Issue (i): Whether an application for cancellation of bail can be entertained before the accused has actually been released on bail under Section 167(2) of the Code of Criminal Procedure, 1973.
Analysis: The proviso to Section 167(2) creates a right to release on bail on default where the charge-sheet is not filed within the prescribed period. Once release is on that footing, Chapter XXXIII applies and cancellation may be sought under Section 437(5) or Section 439(2). The language of Section 439(2), referring to a person who has been released on bail, indicates that actual release is a prerequisite. Resort to Section 482 is unavailable where express statutory provisions govern cancellation. An application to cancel bail before release is therefore premature.
Conclusion: The application for cancellation of bail was premature and was liable to be rejected.
Issue (ii): Whether the accused was entitled to interim bail under Section 167(2) of the Code of Criminal Procedure, 1973 pending decision of the reference on its applicability to offences under the Narcotic Drugs and Psychotropic Substances Act, 1985.

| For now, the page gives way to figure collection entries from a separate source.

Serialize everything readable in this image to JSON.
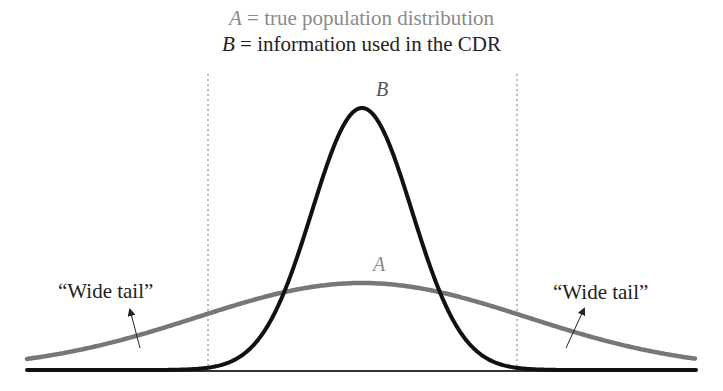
{
  "legend": {
    "a": {
      "symbol": "A",
      "separator": " = ",
      "text": "true population distribution",
      "color": "#8a8a8a"
    },
    "b": {
      "symbol": "B",
      "separator": " = ",
      "text": "information used in the CDR",
      "color": "#222222"
    }
  },
  "curves": {
    "a": {
      "label": "A",
      "description": "wide distribution",
      "color": "#777777"
    },
    "b": {
      "label": "B",
      "description": "narrow peaked distribution",
      "color": "#111111"
    }
  },
  "annotations": {
    "left_tail": "“Wide tail”",
    "right_tail": "“Wide tail”"
  },
  "chart_data": {
    "type": "line",
    "title": "",
    "series": [
      {
        "name": "A = true population distribution",
        "shape": "normal",
        "mean_px": 362,
        "peak_px_y": 283,
        "relative_height": 0.33,
        "relative_spread": "wide"
      },
      {
        "name": "B = information used in the CDR",
        "shape": "normal",
        "mean_px": 362,
        "peak_px_y": 108,
        "relative_height": 1.0,
        "relative_spread": "narrow"
      }
    ],
    "cutoffs": {
      "left_dashed_x_px": 208,
      "right_dashed_x_px": 517
    },
    "annotations": [
      "“Wide tail” (left)",
      "“Wide tail” (right)"
    ],
    "xlabel": "",
    "ylabel": "",
    "grid": false
  }
}
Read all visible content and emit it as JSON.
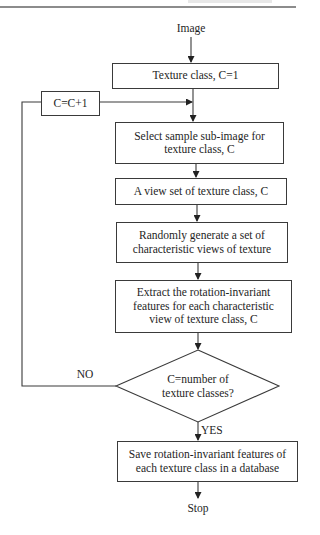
{
  "header": {
    "rule_color": "#8c8c8c"
  },
  "flowchart": {
    "start_label": "Image",
    "steps": [
      {
        "id": "init",
        "lines": [
          "Texture class, C=1"
        ]
      },
      {
        "id": "increment",
        "lines": [
          "C=C+1"
        ]
      },
      {
        "id": "select",
        "lines": [
          "Select sample sub-image for",
          "texture class, C"
        ]
      },
      {
        "id": "viewset",
        "lines": [
          "A view set of texture class, C"
        ]
      },
      {
        "id": "generate",
        "lines": [
          "Randomly generate a set of",
          "characteristic views of texture"
        ]
      },
      {
        "id": "extract",
        "lines": [
          "Extract the rotation-invariant",
          "features for each characteristic",
          "view of texture class, C"
        ]
      },
      {
        "id": "save",
        "lines": [
          "Save rotation-invariant features of",
          "each texture class in a database"
        ]
      }
    ],
    "decision": {
      "lines": [
        "C=number of",
        "texture classes?"
      ],
      "yes_label": "YES",
      "no_label": "NO"
    },
    "end_label": "Stop",
    "colors": {
      "stroke": "#3a3a3a",
      "text": "#1e1e1e",
      "background": "#ffffff"
    }
  }
}
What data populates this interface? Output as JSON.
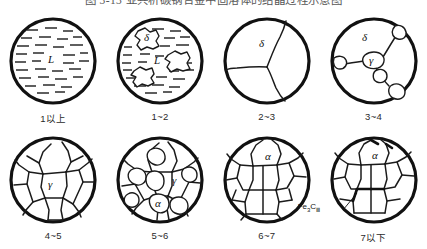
{
  "figure": {
    "title": "图 3-13  亚共析碳钢合金中固溶体的结晶过程示意图",
    "title_clipped": true
  },
  "diagram": {
    "type": "solidification-stage-series",
    "panel_count": 8,
    "rows": 2,
    "columns": 4,
    "panels": [
      {
        "id": "panel-1",
        "caption": "1以上",
        "structure": "liquid",
        "phase_labels": [
          "L"
        ],
        "description": "fully liquid melt shown as horizontal dashes"
      },
      {
        "id": "panel-2",
        "caption": "1~2",
        "structure": "liquid-plus-delta",
        "phase_labels": [
          "δ",
          "L"
        ],
        "description": "delta ferrite dendritic islands nucleating in liquid"
      },
      {
        "id": "panel-3",
        "caption": "2~3",
        "structure": "delta-grains",
        "phase_labels": [
          "δ"
        ],
        "description": "three coarse delta ferrite grains, solidification complete"
      },
      {
        "id": "panel-4",
        "caption": "3~4",
        "structure": "delta-plus-gamma",
        "phase_labels": [
          "δ",
          "γ"
        ],
        "description": "austenite nucleating on delta grain boundaries"
      },
      {
        "id": "panel-5",
        "caption": "4~5",
        "structure": "gamma-grains",
        "phase_labels": [
          "γ"
        ],
        "description": "fully austenitic polygonal grain structure"
      },
      {
        "id": "panel-6",
        "caption": "5~6",
        "structure": "gamma-plus-alpha",
        "phase_labels": [
          "γ",
          "α"
        ],
        "description": "ferrite nucleating at austenite grain boundaries"
      },
      {
        "id": "panel-7",
        "caption": "6~7",
        "structure": "alpha-grains",
        "phase_labels": [
          "α"
        ],
        "description": "fully ferritic polygonal grain structure"
      },
      {
        "id": "panel-8",
        "caption": "7以下",
        "structure": "alpha-plus-carbide",
        "phase_labels": [
          "α"
        ],
        "callout": "Fe₃C",
        "callout_main": "Fe",
        "callout_sub1": "3",
        "callout_mid": "C",
        "callout_sub2": "Ⅲ",
        "description": "tertiary cementite precipitating on ferrite grain boundaries"
      }
    ]
  },
  "colors": {
    "ink": "#111111",
    "line": "#1b1b1b",
    "background": "#ffffff"
  }
}
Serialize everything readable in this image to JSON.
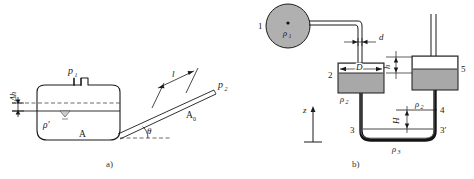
{
  "figure": {
    "caption_a": "a)",
    "caption_b": "b)"
  },
  "diagram_a": {
    "title": "inclined-tube-micromanometer",
    "labels": {
      "p1": "p",
      "p1_sub": "1",
      "p2": "p",
      "p2_sub": "2",
      "delta_h": "Δh",
      "rho_prime": "ρ′",
      "point_A": "A",
      "tube_length": "l",
      "area": "A",
      "area_sub": "0",
      "angle": "θ"
    }
  },
  "diagram_b": {
    "title": "two-vessel-differential-manometer",
    "labels": {
      "item_1": "1",
      "item_2": "2",
      "item_3": "3",
      "item_3p": "3′",
      "item_4": "4",
      "item_5": "5",
      "rho1": "ρ",
      "rho1_sub": "1",
      "rho2_left": "ρ",
      "rho2_left_sub": "2",
      "rho2_right": "ρ",
      "rho2_right_sub": "2",
      "rho3": "ρ",
      "rho3_sub": "3",
      "diam_d": "d",
      "diam_D": "D",
      "height_h": "h",
      "height_H": "H",
      "axis_z": "z"
    }
  },
  "colors": {
    "line": "#1a1a1a",
    "vessel_fill": "#a8a8a8",
    "circle_fill": "#b0b0b0",
    "white_band": "#ffffff",
    "tube_dark": "#141414",
    "dashed": "#444444",
    "background": "#ffffff"
  }
}
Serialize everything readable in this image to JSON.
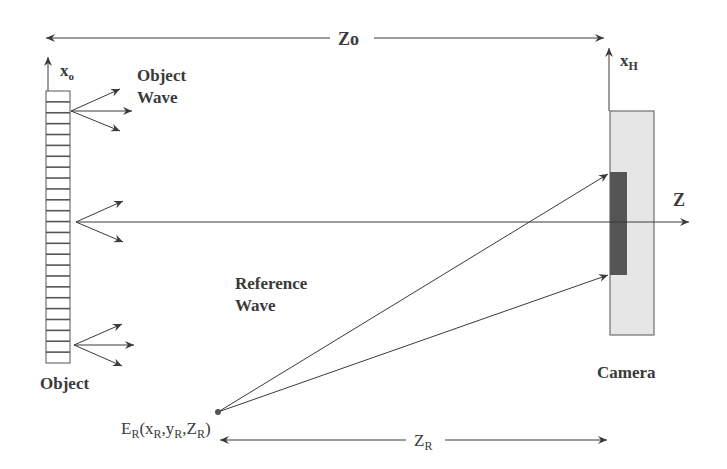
{
  "diagram": {
    "type": "digital-holography-setup",
    "labels": {
      "distance_object": "Zo",
      "object_axis": "x",
      "object_axis_sub": "o",
      "object_wave_line1": "Object",
      "object_wave_line2": "Wave",
      "object": "Object",
      "hologram_axis": "x",
      "hologram_axis_sub": "H",
      "optical_axis": "Z",
      "camera": "Camera",
      "reference_wave_line1": "Reference",
      "reference_wave_line2": "Wave",
      "ref_source_E": "E",
      "ref_source_E_sub": "R",
      "ref_source_open": "(x",
      "ref_source_x_sub": "R",
      "ref_source_comma1": ",y",
      "ref_source_y_sub": "R",
      "ref_source_comma2": ",Z",
      "ref_source_z_sub": "R",
      "ref_source_close": ")",
      "distance_reference": "Z",
      "distance_reference_sub": "R"
    },
    "colors": {
      "line": "#3a3a3a",
      "camera_body": "#e6e6e6",
      "sensor": "#555555",
      "object_stripe": "#555555"
    },
    "object_stripe_count": 25
  }
}
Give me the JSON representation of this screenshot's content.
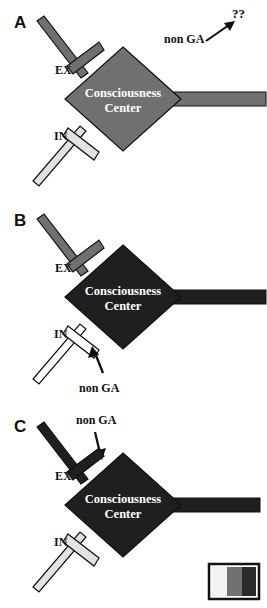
{
  "figure": {
    "background": "#ffffff",
    "width": 267,
    "height": 608
  },
  "colors": {
    "light_gray": "#e2e2e2",
    "medium_gray": "#707070",
    "dark_gray": "#1f1f1f",
    "black": "#111111",
    "white": "#ffffff",
    "outline": "#111111"
  },
  "panels": [
    {
      "id": "A",
      "letter": "A",
      "center_line1": "Consciousness",
      "center_line2": "Center",
      "center_fill": "#707070",
      "excitatory": {
        "label": "EX",
        "fill": "#707070"
      },
      "inhibitory": {
        "label": "IN",
        "fill": "#e2e2e2"
      },
      "output": {
        "fill": "#707070"
      },
      "annotation": {
        "label": "non GA",
        "target": "??",
        "direction": "up-right"
      }
    },
    {
      "id": "B",
      "letter": "B",
      "center_line1": "Consciousness",
      "center_line2": "Center",
      "center_fill": "#1f1f1f",
      "excitatory": {
        "label": "EX",
        "fill": "#707070"
      },
      "inhibitory": {
        "label": "IN",
        "fill": "#ffffff"
      },
      "output": {
        "fill": "#1f1f1f"
      },
      "annotation": {
        "label": "non GA",
        "target": "IN",
        "direction": "up"
      }
    },
    {
      "id": "C",
      "letter": "C",
      "center_line1": "Consciousness",
      "center_line2": "Center",
      "center_fill": "#1f1f1f",
      "excitatory": {
        "label": "EX",
        "fill": "#1f1f1f"
      },
      "inhibitory": {
        "label": "IN",
        "fill": "#e2e2e2"
      },
      "output": {
        "fill": "#1f1f1f"
      },
      "annotation": {
        "label": "non GA",
        "target": "EX",
        "direction": "down-right"
      }
    }
  ],
  "legend": {
    "bands": [
      {
        "name": "light",
        "color": "#f2f2f2"
      },
      {
        "name": "medium",
        "color": "#707070"
      },
      {
        "name": "dark",
        "color": "#2a2a2a"
      }
    ],
    "border": "#111111"
  }
}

Analysis: The charge-sheet had not been filed within the prescribed period, and the Court proceeded on the settled position that the proviso to Section 167(2) confers an absolute right to bail on default. The Court also noted that the matter on the wider applicability of Section 167(2) to NDPS offences was pending before the Division Bench, and that prolonged custody justified granting interim relief in the meantime.
Conclusion: The accused was entitled to interim bail under Section 167(2).
Final Conclusion: The cancellation request failed as premature, while the accused obtained interim release on default bail pending the Division Bench's decision on the larger question.
Ratio Decidendi: Cancellation of bail under Sections 437(5) and 439(2) of the Code of Criminal Procedure, 1973 presupposes actual release on bail, and a pre-release cancellation application is premature where the statutory default-bail right under Section 167(2) has arisen.